The police clearly overreacted. They did not need to invoke the Internal Security Act to arrest some of the protest’s leaders before Saturday. They certainly did not need to detain more than 1,600 on the day of the demonstration….

The Bersih 2.0 rally is the clearest sign that Malaysians want freedom and justice, as well as wealth.

7. The New York Times article Malaysian Prime Minister Defends Muzzling of Protests by Mattew Saltmarsh and Liz Gooch gave a good run-down of the chain of events. The headline of the article already speaks volumes.

8. Malaysiakini reported that “Top editors of three Chinese newspapers were called to the Home Ministry yesterday, apparently in relation to reports favourable to the Bersih 2.0 rally organisers.” And the PM can declare over CNN that “there is democracy in Malaysia”!!!

9. Amnesty International called the government’s response to the July 9th Bersih rally as “the worst campaign of repression we’ve seen in the country for years.”  It also said, “Prime minister Najib’s government rode roughshod over thousands of Malaysians exercising their right to peaceful protest. This violent repression … flies in the face of international human rights standards and cannot be allowed to continue”

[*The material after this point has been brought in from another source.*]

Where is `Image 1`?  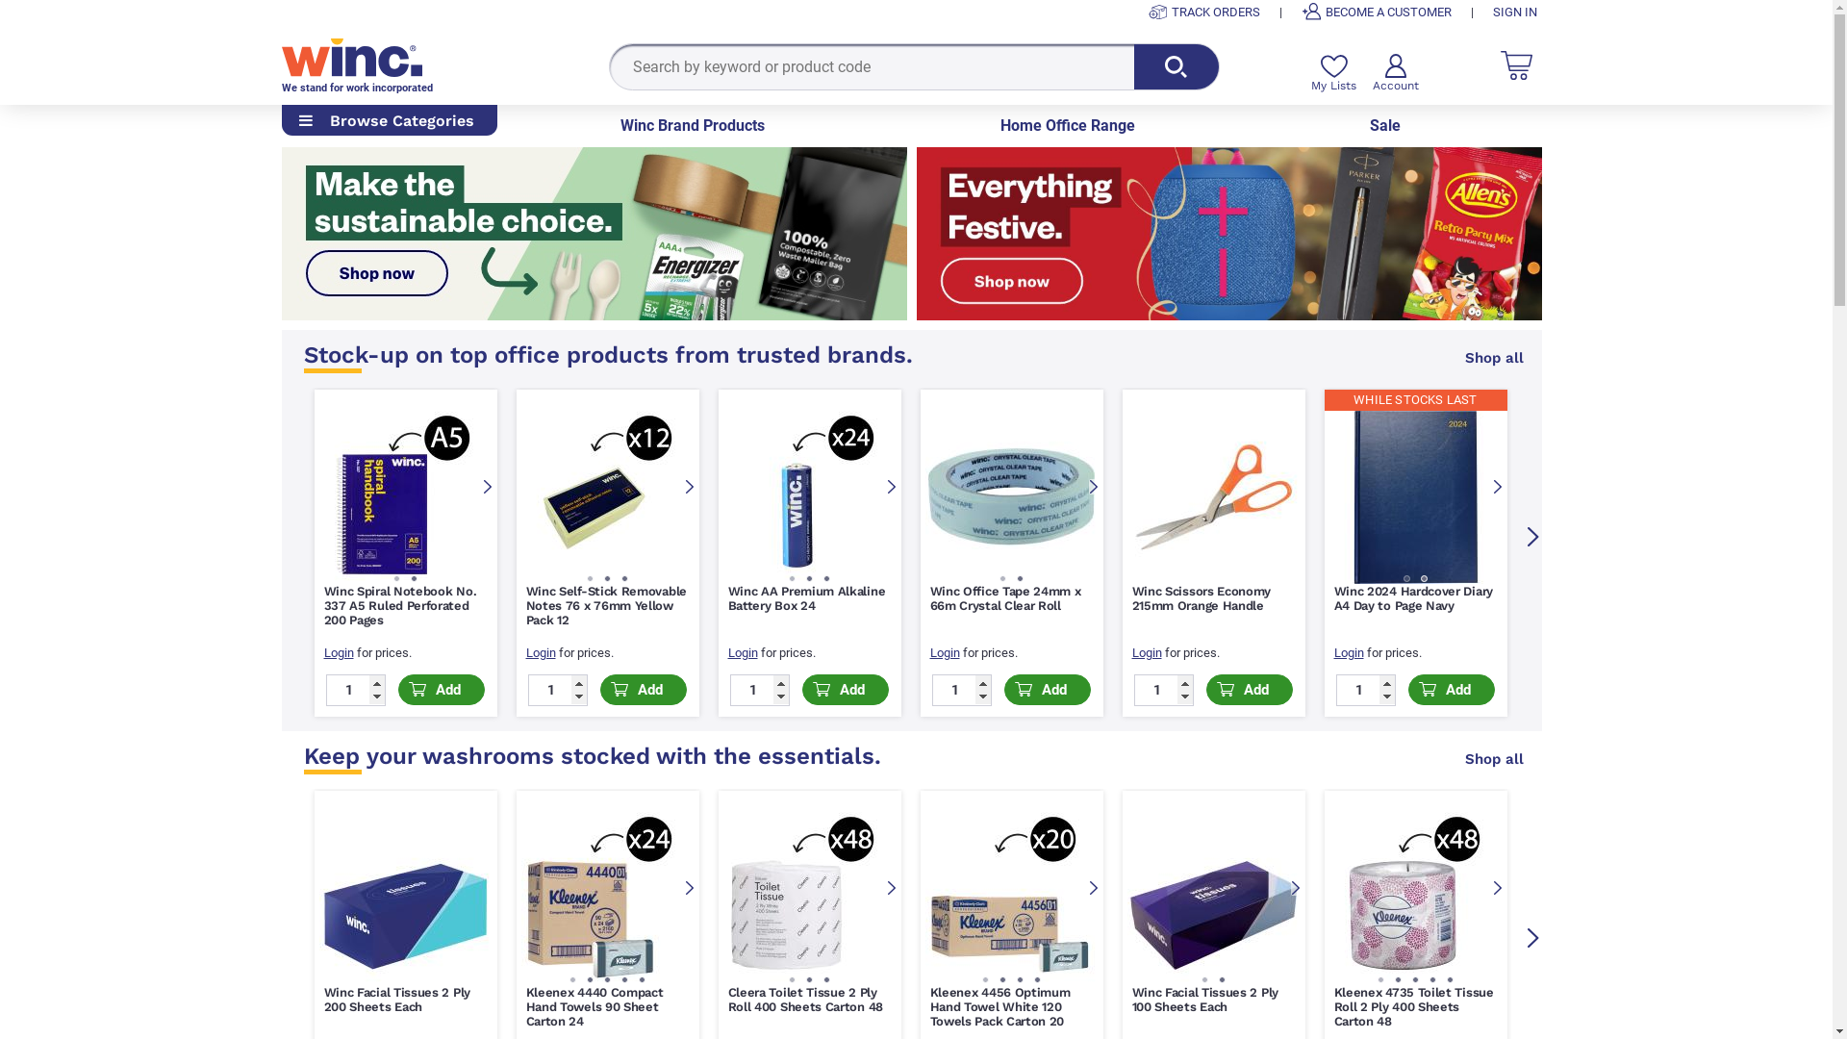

10. Rupert Colville, a spokesperson for the office of the High Commissioner for Human Rights (OHCR), as quoted from the UN webpage, July 12 said:
“We are very concerned by the recent crackdown and peaceful demonstrators by the government in Malaysia, and particularly disappointed to see the apparent use of excessive force by the police against so many peaceful demonstrators in an established democracy like Malaysia.”

11. Simon Tisdall of Guardian said, “Najib reacted with characteristic heavy-handedness when tens of thousands of demonstrators took to the streets of Kuala Lumpur at the weekend demanding “reformasi” – democratic reform – and an end to a defective electoral system that guarantees Najib’s party representing the Malay majority, Umno, stays in power indefinitely.” 

He also said, “Malaysia’s leaders should wake up and smell the coffee. Led intelligently and openly, Malaysia could be a paradigm for south-east Asia. Led repressively, it could fall apart. Najib must get on the right side of history. The Mubarak model doesn’t work.”

12. On 9th of July, Bibhu Prasad Routray said: Vilification of the opposition remains rather common to the ruling regimes all over the world that have faced revolutions in the recent past and the Malaysian Prime Minister Najib Razak was not expected to behave differently. He played down the “illegal rally.” He added that far smaller number of people attended Bersih’s rally compared to the one organized in support of the government, incidentally on the same day.

Bibhu Prasad Routray said on 12th July: What amazes analysts of Malaysian politics is the sheer detestation the government demonstrates towards the opposition. In this politically polarized island nation of 28 million people, Prime Minister Najib Razak has made no attempt whatsoever to reach out to the opposition to evolve a consensus politics and erect an electoral system that provides fair ground for competition to both the ruling party and the opposition……But UMNO under Najib Razak appears to have a death wish. It appears to have no hesitation to sacrifice its own goal of bringing economic development for the sake of staying on in power. For how long it manages to do so, is a mere question of time.

In the light of the many objections to the repressive action taken by the government, it galls patriotic Malaysians that the government still has the cheek and audacity to deny and to lie to their own peril. Worse still, to proclaim their pure innocence. 

To think they are thick-skinned enough to insist in a letter to Wall Street journal that Malaysia is a ‘true democracy’.

We have had ENOUGH of all their hypocrisy and lies. Nobody wants pathological liars to lead the country.

Vote them OUT in the next elections with the biggest margin in Malaysian history!